WPSU

Wednesday, August 11, 2010

Doin' The Loop


Where We Stayed: Kewaunee, Wisconsin.  We rose at dawn
to see this tall ship docked across the harbor!

Boaters always ask each other, “Where did you come from? and “How long you out for?”

When we say “The Erie Canal,” and “A whole year—we’re doing the Great Loop,” we get confused looks. That’s because out here, in the Midwest, it’s trendy to do a “Great Circle” tour, which is a circumnavigation of one of the Great Lakes.

But nope, our route is the Great LOOP. There’s no concise way to describe where it takes you. I usually say, “The Great Loop is the system of waterways that turns North America, east of the Mississippi, into one enormous island.” Whew!

(If you have trouble picturing that, here’s a map.)



You can even join a club for Loopers!
As you can see from the map, there’s more than one way to “do the Loop.” We got to Lake Huron from Lake Ontario by traveling the Trent-Severn Waterway. But some boaters go through Lake Erie. Some take the Erie Canal up the Champlain Canal to the Saint Lawrence Seaway. 

More variations on a theme: In the next leg of our route, we’ll go down the Mississippi River to the Tennessee and Tombigbee waterways, entering the Gulf at Mobile, Alabama. But some people stay on the Big Muddy all the way to New Orleans.

There’s something about the trip that captures the imagination. To travel so far in a boat, yet always be close to land. To see so much of North American by boat. 

The Loop has been described as “the longest inland water route in North America”—more than six thousand miles. Admittedly “inland” is a bit of a stretch, since you cruise the Gulf of Mexico and up the East Coast. But Loopers stay in the channel called the IntraCoastal Waterway, which is mostly (though not entirely) sheltered from the open ocean by chains of barrier islands.

We are hardly the first people to make this trip; by some estimates a hundred to a hundred-and-fifty pleasure boats do the Loop each year. This year we think it’s more. It’s hard to get an exact count because different people start at different times in different places; for example, if you live in Florida you’d start there, in the winter. If you live in Virginia, you’d start there in March. And not everyone finishes the trip within a single year.

The most common way to cruise the loop is in a powerboat, typically a cruiser or a trawler. Cruisers look like jumbo versions of the typical powerboats you’d see on any lake, pulling waterskiers. Trawlers look more like miniature tugboats, or lobster boats. In general, cruisers can go a little faster than trawlers, but burn more fuel doing so.

Of course you don’t have to do the Loop in a powerboat. One guy rowed around in an Adirondack wherry—which is a boat just like our dinghy!  Another guy is currently doing the loop in a 15-foot sailboat hull, the Dalamar. Yup, I said sailboat HULL--no sails—powered by a couple of tiny two-horsepower Honda engines.   

According to boaters we met in Oswego, this is his retirement adventure--he told his niece it was gambling or boating so she went with the boating. Reportedly he’s living on Cheez Whiz and Pringles and his autopilot is a bungee cord around the tiller. We’d love to meet him.

Actually our trip may NOT be the first solar-powered circumnavigation of the Great Loop.  Back in Oswego, we also met fellow loopers John and Nancy (pilots of the striking bright-red Norwegian trawler, Valentine) who thought they’d heard of a pontoon boat that made it last year with a canopy covered by solar panels. We’d love to meet them too.

We’re pretty sure our trip will be the “first circumnavigation by canal boat.” And almost assuredly it’s the first circumnavigation by solar-powered canal boat. But who knows. Anyone got a Guinness Book of World Records?

If you'd like to see what some other Great Loopers are doing, here's a website linking to a whole bunch of Looper blogs:

And hey, the website OFF-GRID.net picked up on our trip!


ASSIGNMENT —
The records below must be transcribed exactly. Do not include the pictures.

EXTRACTED MATERIAL —
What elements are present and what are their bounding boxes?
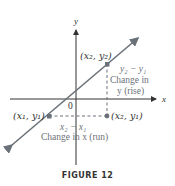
rise-expression: y₂ − y₁ xyxy=(119,64,146,74)
point-x1-y1 xyxy=(47,114,52,119)
rise-label-line1: Change in xyxy=(110,75,149,85)
point-x2-y2 xyxy=(105,62,110,67)
figure-caption: FIGURE 12 xyxy=(0,171,175,180)
origin-label: 0 xyxy=(68,101,73,111)
point-x1-y1-label: (x₁, y₁) xyxy=(13,110,45,121)
run-expression: x₂ − x₁ xyxy=(59,122,86,132)
y-axis-label: y xyxy=(73,16,78,26)
point-x2-y2-label: (x₂, y₂) xyxy=(80,50,112,61)
x-axis-label: x xyxy=(161,94,166,104)
rise-label-line2: y (rise) xyxy=(117,86,144,97)
slope-diagram: y x 0 (x₂, y₂) (x₁, y₁) (x₂, y₁) y₂ − y₁… xyxy=(0,0,175,186)
point-x2-y1 xyxy=(105,114,110,119)
run-label: Change in x (run) xyxy=(41,132,108,143)
point-x2-y1-label: (x₂, y₁) xyxy=(111,110,143,121)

EXERCISE ANSWER —
What elements are present and what are their bounding boxes?
rise-expression: y₂ − y₁ xyxy=(119,64,146,74)
point-x1-y1 xyxy=(47,114,52,119)
rise-label-line1: Change in xyxy=(110,75,149,85)
point-x2-y2 xyxy=(105,62,110,67)
figure-caption: FIGURE 12 xyxy=(0,171,175,180)
origin-label: 0 xyxy=(68,101,73,111)
point-x1-y1-label: (x₁, y₁) xyxy=(13,110,45,121)
run-expression: x₂ − x₁ xyxy=(59,122,86,132)
y-axis-label: y xyxy=(73,16,78,26)
point-x2-y2-label: (x₂, y₂) xyxy=(80,50,112,61)
x-axis-label: x xyxy=(161,94,166,104)
rise-label-line2: y (rise) xyxy=(117,86,144,97)
slope-diagram: y x 0 (x₂, y₂) (x₁, y₁) (x₂, y₁) y₂ − y₁… xyxy=(0,0,175,186)
point-x2-y1 xyxy=(105,114,110,119)
run-label: Change in x (run) xyxy=(41,132,108,143)
point-x2-y1-label: (x₂, y₁) xyxy=(111,110,143,121)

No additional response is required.